I know, because in my job I work with company leaders, and their biggest complaint is that their salespeople are just not excited about what they are doing. Instead of coming up with ways to think differently and finding new ways to gain new customers and increase their territory sales, most salespeople are caught up in a quagmire of excuses as to why they cannot make their numbers. Most of the time they focus on what the company can do for them so that they could make their numbers rather than any creative ideas they could come up with on the road to success.
The sales managers I talk to are pulling their hair out at the lack of originality, creativity, and outright ambition many (not all, mind you) of their salespeople exemplify.
There is no good reason for this. So what if we have been in the business for a long time? So what if we feel we have tried everything and nothing has worked? So what if the competition is unfair and our customers only want to buy on price? These are only a bunch of excuses. A great salesperson will always find a way. A great salesperson will look at the cards she has been dealt and find a way to transform them into a winning hand.
I want to challenge every salesperson reading this column today to start thinking differently. To start looking at the world differently. I challenge you to start spending at least 30 minutes a day just sitting quietly, thinking up ways to do things better than anyone else is doing them.
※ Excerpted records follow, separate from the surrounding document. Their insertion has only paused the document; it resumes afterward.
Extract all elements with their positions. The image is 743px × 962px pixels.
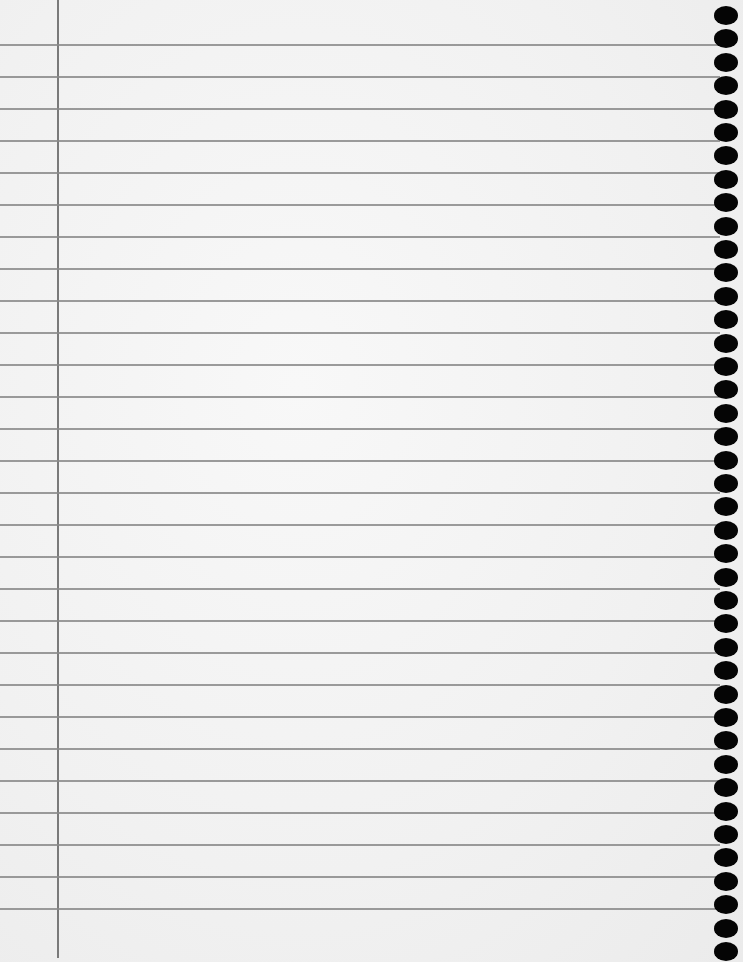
binder-hole bbox=[714, 170, 738, 189]
ruled-line bbox=[0, 748, 720, 750]
ruled-line bbox=[0, 524, 720, 526]
binder-hole bbox=[714, 6, 738, 25]
ruled-line bbox=[0, 268, 720, 270]
binder-hole bbox=[714, 591, 738, 610]
binder-hole bbox=[714, 825, 738, 844]
ruled-line bbox=[0, 236, 720, 238]
binder-hole bbox=[714, 193, 738, 212]
binder-hole bbox=[714, 263, 738, 282]
ruled-line bbox=[0, 908, 720, 910]
binder-hole bbox=[714, 685, 738, 704]
binder-hole bbox=[714, 29, 738, 48]
binder-hole bbox=[714, 848, 738, 867]
binder-hole bbox=[714, 451, 738, 470]
binder-hole bbox=[714, 310, 738, 329]
binder-hole bbox=[714, 521, 738, 540]
binder-hole bbox=[714, 614, 738, 633]
binder-hole bbox=[714, 474, 738, 493]
ruled-line bbox=[0, 44, 720, 46]
binder-hole bbox=[714, 895, 738, 914]
binder-hole bbox=[714, 287, 738, 306]
binder-hole bbox=[714, 380, 738, 399]
ruled-line bbox=[0, 780, 720, 782]
binder-hole bbox=[714, 802, 738, 821]
binder-hole bbox=[714, 123, 738, 142]
binder-hole bbox=[714, 661, 738, 680]
binder-hole bbox=[714, 919, 738, 938]
notebook-page bbox=[0, 0, 743, 962]
binder-hole bbox=[714, 708, 738, 727]
binder-hole bbox=[714, 731, 738, 750]
binder-hole bbox=[714, 755, 738, 774]
ruled-line bbox=[0, 652, 720, 654]
ruled-line bbox=[0, 172, 720, 174]
ruled-line bbox=[0, 812, 720, 814]
ruled-line bbox=[0, 620, 720, 622]
ruled-line bbox=[0, 492, 720, 494]
binder-hole bbox=[714, 146, 738, 165]
ruled-line bbox=[0, 428, 720, 430]
ruled-line bbox=[0, 588, 720, 590]
ruled-line bbox=[0, 396, 720, 398]
binder-hole bbox=[714, 334, 738, 353]
binder-hole bbox=[714, 404, 738, 423]
binder-hole bbox=[714, 100, 738, 119]
binder-hole bbox=[714, 240, 738, 259]
binder-hole bbox=[714, 53, 738, 72]
binder-hole bbox=[714, 544, 738, 563]
ruled-line bbox=[0, 844, 720, 846]
ruled-line bbox=[0, 716, 720, 718]
ruled-line bbox=[0, 140, 720, 142]
binder-hole bbox=[714, 357, 738, 376]
ruled-line bbox=[0, 204, 720, 206]
ruled-line bbox=[0, 76, 720, 78]
ruled-line bbox=[0, 364, 720, 366]
binder-hole bbox=[714, 638, 738, 657]
binder-hole bbox=[714, 778, 738, 797]
binder-hole bbox=[714, 942, 738, 961]
ruled-line bbox=[0, 684, 720, 686]
ruled-line bbox=[0, 460, 720, 462]
binder-hole bbox=[714, 872, 738, 891]
ruled-line bbox=[0, 300, 720, 302]
binder-hole bbox=[714, 427, 738, 446]
binder-hole bbox=[714, 497, 738, 516]
ruled-line bbox=[0, 108, 720, 110]
binder-hole bbox=[714, 568, 738, 587]
ruled-line bbox=[0, 876, 720, 878]
ruled-line bbox=[0, 556, 720, 558]
ruled-line bbox=[0, 332, 720, 334]
margin-line bbox=[57, 0, 59, 958]
binder-hole bbox=[714, 217, 738, 236]
binder-hole bbox=[714, 76, 738, 95]
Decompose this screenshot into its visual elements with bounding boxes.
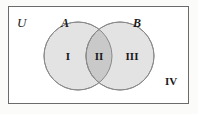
universe-label: U <box>17 15 28 30</box>
set-b-label: B <box>132 16 141 30</box>
venn-diagram-canvas: U A B I II III IV <box>0 0 198 114</box>
region-label-iv: IV <box>165 75 177 87</box>
region-label-i: I <box>66 50 70 62</box>
venn-diagram-figure: U A B I II III IV <box>0 0 198 114</box>
region-label-ii: II <box>95 50 104 62</box>
region-label-iii: III <box>126 50 139 62</box>
set-a-label: A <box>60 16 69 30</box>
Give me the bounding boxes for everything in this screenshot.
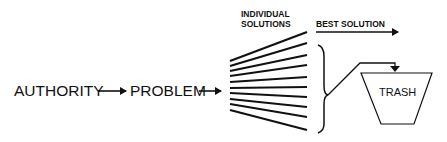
individual-solutions-line2: SOLUTIONS (241, 19, 291, 29)
solution-fan-lines-icon (230, 32, 307, 130)
brace-icon (318, 45, 328, 133)
problem-label: PROBLEM (130, 82, 206, 100)
individual-solutions-line1: INDIVIDUAL (241, 9, 291, 19)
individual-solutions-label: INDIVIDUAL SOLUTIONS (241, 9, 291, 29)
best-solution-label: BEST SOLUTION (316, 19, 385, 29)
authority-label: AUTHORITY (14, 82, 104, 100)
trash-label: TRASH (379, 86, 416, 98)
diagram-canvas: AUTHORITY PROBLEM INDIVIDUAL SOLUTIONS B… (0, 0, 447, 142)
trash-bin-icon (361, 73, 432, 124)
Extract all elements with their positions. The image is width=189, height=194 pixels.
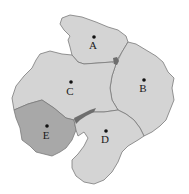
label-c: C (66, 85, 73, 97)
label-e: E (43, 129, 50, 141)
map: A B C D E (0, 0, 189, 194)
location-dot-icon (45, 124, 49, 128)
label-b: B (139, 82, 146, 94)
region-d[interactable] (72, 110, 144, 184)
label-d: D (101, 133, 109, 145)
label-a: A (89, 39, 97, 51)
location-dot-icon (69, 80, 73, 84)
Do I hear you say you need some stimulation? That’s easy, there is plenty to go around. Read a sales book. Watch a sales video on YouTube. Watch some videos of Steve Jobs, Tom Peters, or Seth Godin and get inspired to greatness. There is only one person who can make you a great salesperson, and it’s that person that you see in the bathroom mirror every morning. Have a talk with that person tomorrow morning and convince him to “think different.”
It’s only common sense.
More Columns from It's Only Common Sense
It’s Only Common Sense: You’ve Got to HustleThe Power of Consistency: Showing Up Every Day is Half the Battle
It’s Only Common Sense: Make the Investment Where It Really Counts
It’s Only Common Sense: The Dangers of Staying Stagnant in a Changing World
It’s Only Common Sense: Invest in Yourself—You’re Your Most Important Resource
It’s Only Common Sense: You Need to Learn to Say ‘No’
It’s Only Common Sense: Results Come from Action, Not Intention
It’s Only Common Sense: When Will Big Companies Start Paying Their Bills on Time?